Third, the collection served as a public demonstration of provenance and authenticity at a moment when the diamond industry was beginning to grapple seriously with questions of conflict diamonds and supply-chain transparency. De Beers' ability to present eleven stones of known origin, cut under controlled conditions, and certified to the highest laboratory standards, was implicitly a statement about the value of institutional provenance — a theme that would become increasingly central to the luxury goods market in the decades that followed.
Subsequent History and Dispersal
Following the close of the Millennium Dome exhibition and the conclusion of the robbery trial, De Beers did not immediately place the Millennium Jewels on the open market. The company's approach to exceptional stones has historically been to hold them as long-term assets, occasionally displaying them at major exhibitions or using them as the centrepiece of marketing campaigns, before eventually offering them through private sale or, in some cases, through major auction houses. The precise subsequent history of each of the eleven stones has not been comprehensively documented in the public record, and De Beers has not issued detailed disclosures about the collection's dispersal.

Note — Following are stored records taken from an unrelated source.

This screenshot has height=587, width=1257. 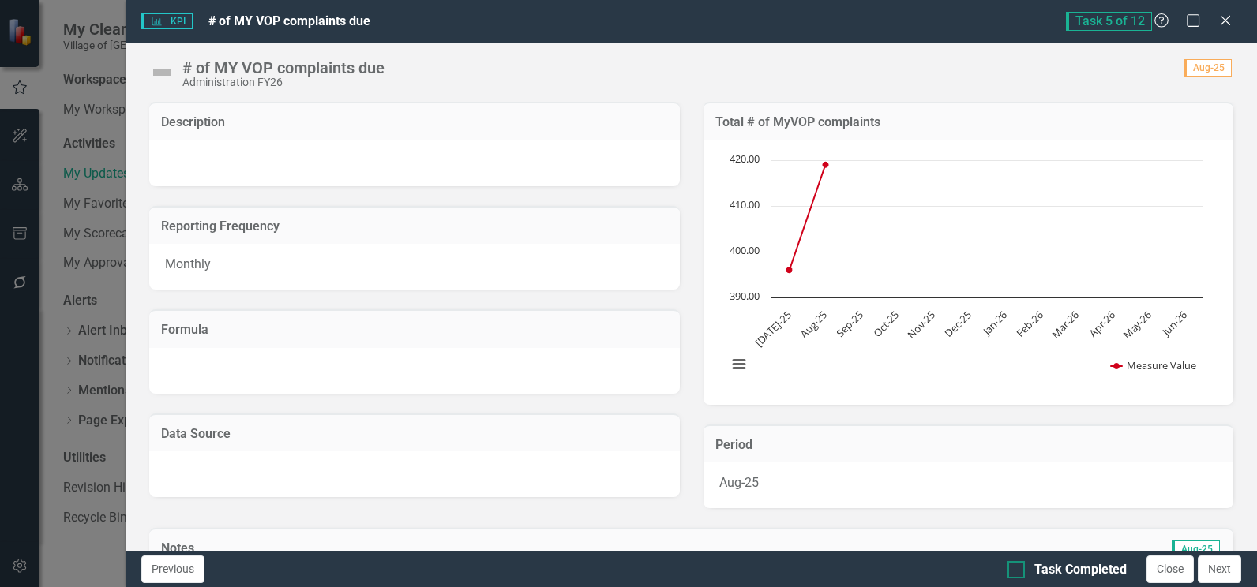 I want to click on text: 420.00, so click(x=744, y=159).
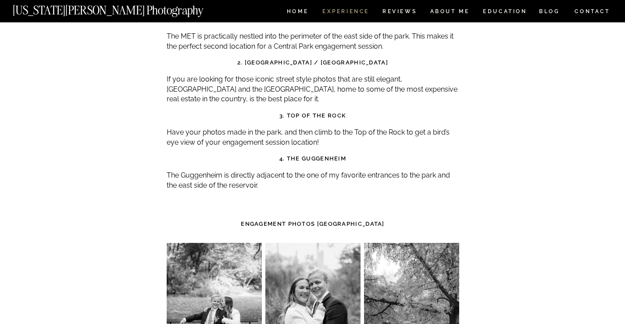  Describe the element at coordinates (593, 11) in the screenshot. I see `a: CONTACT` at that location.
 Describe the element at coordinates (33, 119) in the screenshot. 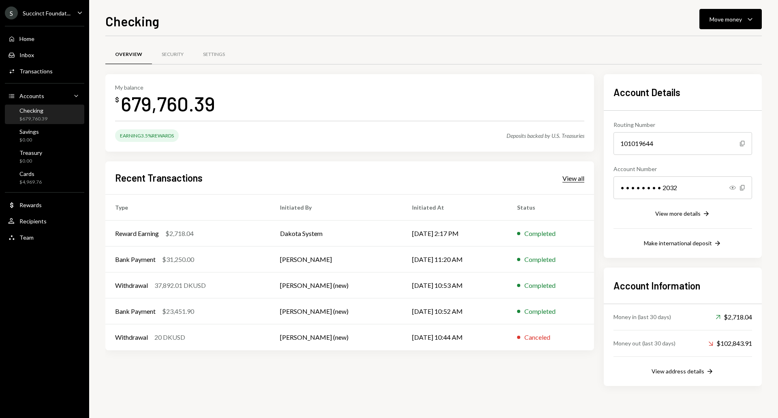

It is likely that individual stones from the collection have passed into private hands over the years since 2000, as De Beers restructured its business following the Oppenheimer family's sale of their stake in the company to Anglo American in 2012 and the broader transformation of the diamond industry's supply architecture. The Millennium Blue itself, as the centrepiece stone, would represent an object of the very highest importance were it ever to appear at public auction — comparable in significance, if not in size, to the Blue Moon of Josephine, which sold at Sotheby's Geneva in November 2015 for approximately $48.5 million, or $4 million per carat, then a world record price per carat for any diamond or gemstone at auction.
Legacy
The De Beers Millennium Jewels occupy a distinctive position in the history of famous diamonds: they are celebrated not as individual stones with centuries of royal or aristocratic provenance, in the manner of the Hope Diamond or the Koh-i-Noor, but as a deliberately assembled collection, a product of twentieth-century corporate power over natural resources expressed in the most concentrated and beautiful form imaginable. The robbery attempt, far from diminishing the collection's reputation, amplified it — transforming eleven exceptional gemstones into objects of popular fascination that transcended the specialist world of gemmology and entered the broader cultural imagination.
For students of fancy-colour diamonds, the Millennium Jewels remain a reference point: a documented example of what becomes possible when institutional access to rough supply, expert cutting, and the highest laboratory standards converge around the rarest colour in the diamond world. Blue diamonds of Fancy Vivid grade continue to set auction records with regularity, and each new record sale recalls, implicitly, the standard established by the eleven stones that sat behind reinforced glass in Greenwich at the turn of the millennium, waiting — as it turned out — for thieves who never had a chance.